Wednesday, May 22, 2013

Reportage 2 week 2

Take metro line A from Rome Termini. Exit to the right at Ottaviano. Check that your Piccadilly journal hasn't been pick pocketed then check your day bag for holes. Up the stairs and left down Via Ottaviano. Pass seventeen tour guides who speak English and Italian. One will seem nice and give you a deal for being students. Her name is Sarah but don't trust her. The tickets cost eight Euro and the other twenty seven go in her pocket. Plus if you skip the line you won't meet the four Germans, two couples, who will worry about the wait with you.
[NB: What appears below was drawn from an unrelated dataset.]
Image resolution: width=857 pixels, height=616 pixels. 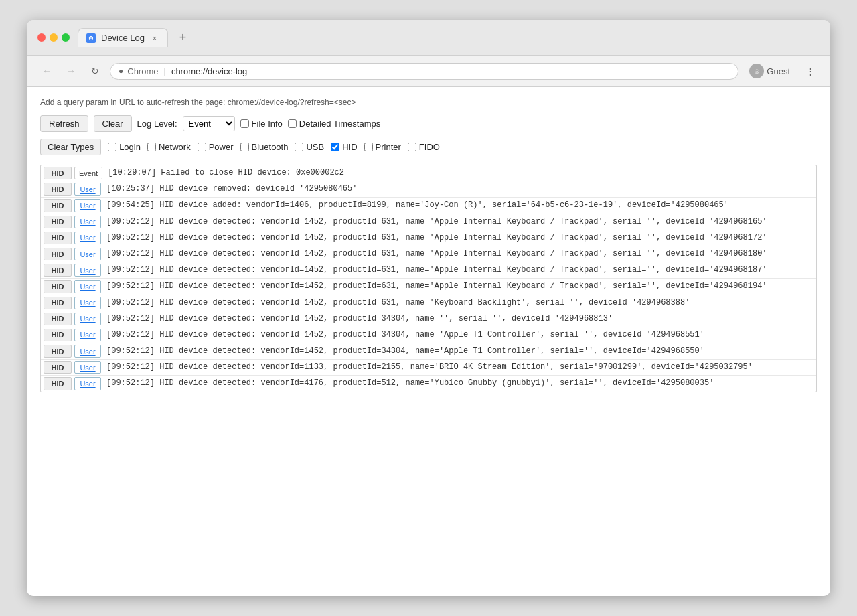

Next pass the many crippled, the one sitting on the skateboard with both feet clubbed, the one with no hands who sits on rug like he is performing the Salah and waves his stubs at you, the one who can barely lift his boiled face to you but taps his cane in patterns of four at the tourists, the many you can't count. Give seventy cents to one, a Euro to another and feel sorry for the rest. Pass through TSA grade security, your bag on the conveyor belt, and cover your shoulders. See The School of Athens, The Sistine Chapel, and enough rooms of art and antiques to feed the worlds hungry by selling a fifth.

1 comment:

  1. Very cool, Josh. I think that, after this generative exercise, you can probably lose the second person. Though it functions well in this short reportage, it would likely become exhausting in a longer piece. I’m less interested in the way you wrote it and more interested in this theme of numbers/money that unfolds the further into the post. The obvious interpretation of this would be "traveling to/around Europe is very expensive but it gives money to countries that need it." Clearly, you can go deeper than that--what type of expensive is it, and what is the exchange that occurs? Not just money for product, but what else? What is the price of tourism, of being a tourist? Who does it tax more--the country or the person doing the touring? What is the difference in "price" (metaphorically) for a tourist vs a traveler vs a citizen of the toured country? What, exactly, is the exchange that is occurring, and where does it manifest? Is it beneficial or detrimental—to whom? You already have interesting moments, with the beggars and with the tour guide. Keep going.